The whole process is usually quick when the lot isn't busy. During early morning rush periods or when multiple flights arrive at once, expect short waits in the return lanes.

Tip: Do a brief walkthrough of the exterior yourself before handing over the keys. Note any pre-existing damage on your original rental agreement and confirm the agent doesn't flag it as new.

Fuel Policy: The Detail That Catches People Off Guard ⛽

Rental agreements typically fall into one of two fuel policies:

PolicyHow It Works
Full-to-FullYou return the car with the same fuel level as pickup. Most common.
Prepaid FuelYou pay for a full tank upfront and return it at any level. Rarely cost-effective.
Full-to-EmptyYou keep it and pay the company's per-gallon rate. Almost always the most expensive option.

If you're on a full-to-full policy, there are several gas stations within a few miles of BNA. Refueling before return is almost always cheaper than the rental company's refueling fee, which is typically priced well above local pump rates.

Toll Charges and Transponder Returns 🛣️

If you used a rental company's toll transponder during your trip — or if Tennessee's toll roads billed your license plate directly — those charges will appear on your account after the fact. This can take days or weeks.

Most rental companies add a daily transponder fee on top of the actual toll costs. If you never used a toll road, you should still confirm whether a transponder was in the vehicle and whether you were charged for it. Some companies charge the daily fee automatically regardless of use; others only charge it on days tolls were actually incurred.

If your rental was on a personal credit card, check whether your card's rental protection benefits affect how disputes are handled.
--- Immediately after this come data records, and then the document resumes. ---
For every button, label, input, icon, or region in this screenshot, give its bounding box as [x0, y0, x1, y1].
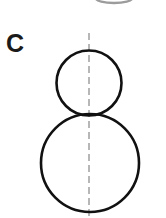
circles-group: [41, 51, 139, 213]
figure-diagram: [0, 0, 166, 218]
partial-arc-from-figure-above-icon: [96, 0, 132, 3]
lower-large-circle: [41, 114, 139, 212]
cropped-fragment-group: [96, 0, 132, 3]
figure-panel-c: C: [0, 0, 166, 218]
Damage Claims After Return

One of the most frustrating parts of the rental return process happens after you've already left the facility. Rental companies may contact you days later with a damage claim — sometimes for damage that was pre-existing or minor.
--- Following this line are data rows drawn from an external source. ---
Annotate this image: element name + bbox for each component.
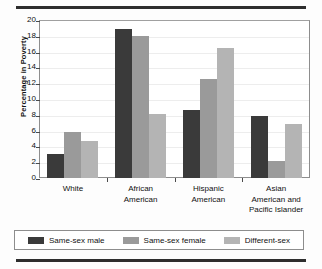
x-axis-label-line: Hispanic — [175, 184, 243, 195]
y-tick-label: 2 — [32, 158, 36, 166]
bar[interactable] — [217, 48, 234, 178]
x-axis-label-line: White — [39, 184, 107, 195]
bar[interactable] — [183, 110, 200, 178]
axis-area — [39, 20, 310, 178]
bar-group — [107, 20, 175, 178]
y-tick-label: 16 — [27, 48, 36, 56]
plot-wrapper: Percentage in Poverty 20181614121086420 — [8, 20, 314, 182]
legend-label: Different-sex — [245, 236, 290, 245]
y-tick-label: 20 — [27, 16, 36, 24]
legend-swatch-icon — [224, 237, 240, 244]
x-axis-label-line: American and — [242, 195, 310, 206]
legend-item[interactable]: Same-sex female — [123, 236, 206, 245]
x-axis-label-line: African — [107, 184, 175, 195]
legend-label: Same-sex male — [49, 236, 105, 245]
y-tick-label: 4 — [32, 142, 36, 150]
top-rule — [16, 6, 306, 9]
x-tick-mark — [107, 178, 108, 182]
y-tick-label: 6 — [32, 127, 36, 135]
bar[interactable] — [285, 124, 302, 179]
x-tick-mark — [175, 178, 176, 182]
x-axis-label-line: American — [175, 195, 243, 206]
bar[interactable] — [64, 132, 81, 178]
bar-group — [175, 20, 243, 178]
bar[interactable] — [81, 141, 98, 178]
x-axis-label: AsianAmerican andPacific Islander — [242, 184, 310, 216]
x-axis-label: HispanicAmerican — [175, 184, 243, 216]
x-tick-mark — [242, 178, 243, 182]
y-tick-label: 12 — [27, 79, 36, 87]
legend-item[interactable]: Same-sex male — [28, 236, 105, 245]
y-tick-label: 14 — [27, 63, 36, 71]
bar[interactable] — [268, 161, 285, 178]
bar[interactable] — [149, 114, 166, 178]
legend-label: Same-sex female — [144, 236, 206, 245]
bar[interactable] — [200, 79, 217, 178]
bar[interactable] — [115, 29, 132, 178]
x-axis-label-line: American — [107, 195, 175, 206]
x-axis-label-line: Pacific Islander — [242, 205, 310, 216]
x-axis-label: AfricanAmerican — [107, 184, 175, 216]
legend-item[interactable]: Different-sex — [224, 236, 290, 245]
x-axis-label: White — [39, 184, 107, 216]
y-tick-label: 18 — [27, 32, 36, 40]
bar[interactable] — [47, 154, 64, 178]
x-axis-label-line: Asian — [242, 184, 310, 195]
bottom-rule — [16, 259, 306, 262]
bar-group — [242, 20, 310, 178]
x-axis-labels: WhiteAfricanAmericanHispanicAmericanAsia… — [39, 184, 310, 216]
legend-swatch-icon — [28, 237, 44, 244]
bar[interactable] — [251, 116, 268, 178]
bar-group — [39, 20, 107, 178]
bar[interactable] — [132, 36, 149, 178]
y-tick-label: 8 — [32, 111, 36, 119]
y-axis-tick-labels: 20181614121086420 — [16, 20, 36, 178]
figure: Percentage in Poverty 20181614121086420 … — [0, 0, 322, 269]
bar-groups — [39, 20, 310, 178]
y-tick-label: 10 — [27, 95, 36, 103]
legend-swatch-icon — [123, 237, 139, 244]
y-tick-label: 0 — [32, 174, 36, 182]
y-tick-mark — [36, 179, 40, 180]
legend: Same-sex maleSame-sex femaleDifferent-se… — [14, 230, 304, 250]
A few practices reduce your exposure:

  • Document the vehicle thoroughly at pickup, not just return. Photos with timestamps are useful.
  • Get a printed receipt at return that shows the vehicle was accepted without noted damage, if possible.
  • Understand your coverage before you rent. Coverage options typically include the rental company's Collision Damage Waiver (CDW), your personal auto insurance, and credit card rental protections. These overlap in different ways and don't always duplicate each other cleanly.

What your personal auto insurance covers on a rental — and what your credit card covers — depends on your specific policy and card terms, not on the rental company's claims.
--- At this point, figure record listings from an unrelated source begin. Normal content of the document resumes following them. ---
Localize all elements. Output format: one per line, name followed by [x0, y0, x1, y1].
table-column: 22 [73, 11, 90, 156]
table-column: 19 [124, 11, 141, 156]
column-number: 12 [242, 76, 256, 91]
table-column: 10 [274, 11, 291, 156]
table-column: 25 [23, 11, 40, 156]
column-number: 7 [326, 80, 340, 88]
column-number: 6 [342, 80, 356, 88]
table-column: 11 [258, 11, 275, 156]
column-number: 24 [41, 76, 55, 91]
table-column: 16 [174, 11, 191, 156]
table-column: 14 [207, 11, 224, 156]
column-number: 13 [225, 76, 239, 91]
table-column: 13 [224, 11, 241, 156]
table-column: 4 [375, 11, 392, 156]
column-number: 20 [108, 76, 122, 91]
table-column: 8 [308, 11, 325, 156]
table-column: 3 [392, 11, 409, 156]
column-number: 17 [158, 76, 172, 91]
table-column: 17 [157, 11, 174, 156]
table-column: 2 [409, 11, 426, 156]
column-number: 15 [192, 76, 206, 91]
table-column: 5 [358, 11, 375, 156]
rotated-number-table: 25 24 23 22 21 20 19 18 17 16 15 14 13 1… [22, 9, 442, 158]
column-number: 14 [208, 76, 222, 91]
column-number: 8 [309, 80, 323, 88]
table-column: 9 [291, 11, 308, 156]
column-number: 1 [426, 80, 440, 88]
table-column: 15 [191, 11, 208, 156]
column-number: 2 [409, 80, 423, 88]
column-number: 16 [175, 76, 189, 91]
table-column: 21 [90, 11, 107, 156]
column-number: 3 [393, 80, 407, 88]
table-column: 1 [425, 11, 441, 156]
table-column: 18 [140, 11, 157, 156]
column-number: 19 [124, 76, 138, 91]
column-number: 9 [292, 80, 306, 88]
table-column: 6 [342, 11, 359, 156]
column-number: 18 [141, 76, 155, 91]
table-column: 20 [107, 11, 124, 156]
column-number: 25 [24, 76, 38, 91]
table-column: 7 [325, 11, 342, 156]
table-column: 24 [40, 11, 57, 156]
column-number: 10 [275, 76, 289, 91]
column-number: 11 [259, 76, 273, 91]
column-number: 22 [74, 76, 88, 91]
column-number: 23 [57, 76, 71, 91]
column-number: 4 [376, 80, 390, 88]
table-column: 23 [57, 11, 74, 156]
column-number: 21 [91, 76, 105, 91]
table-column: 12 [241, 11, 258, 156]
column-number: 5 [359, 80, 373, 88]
Timing the Return Around Your Flight

The ConRAC facility at BNA requires shuttle transport to the terminal. Build time for the shuttle into your airport arrival plan. Shuttles run frequently, but "frequent" still means waiting, loading luggage, and riding before you reach the terminal doors.

A general rule most travelers use: add 20–30 minutes to your normal airport arrival buffer when returning a rental car at a consolidated facility. That accounts for the return lane itself, any agent questions, shuttle wait, and the ride.

If you have TSA PreCheck or Clear, your security time is shorter — but the rental return process happens before security, so it affects your timeline regardless.

What Varies by Renter

No two rental returns are exactly alike because the factors shaping your experience include:

  • Which company you rented from — policies on fuel, damage assessment, and post-return charges differ
  • What coverage you're carrying — personal auto policy terms, credit card benefits, and CDW all interact differently
  • How long you rented — longer rentals mean more potential for accumulated toll charges or damage questions
  • When you return — facility congestion, staffing, and shuttle frequency shift throughout the day
  • Whether you prepaid or paid at return — affects how and when charges appear and how disputes are initiated

The Nashville airport return process itself is straightforward. What's less predictable is the paper trail that follows — and that part depends almost entirely on your own rental agreement, coverage choices, and how closely you documented the vehicle at pickup.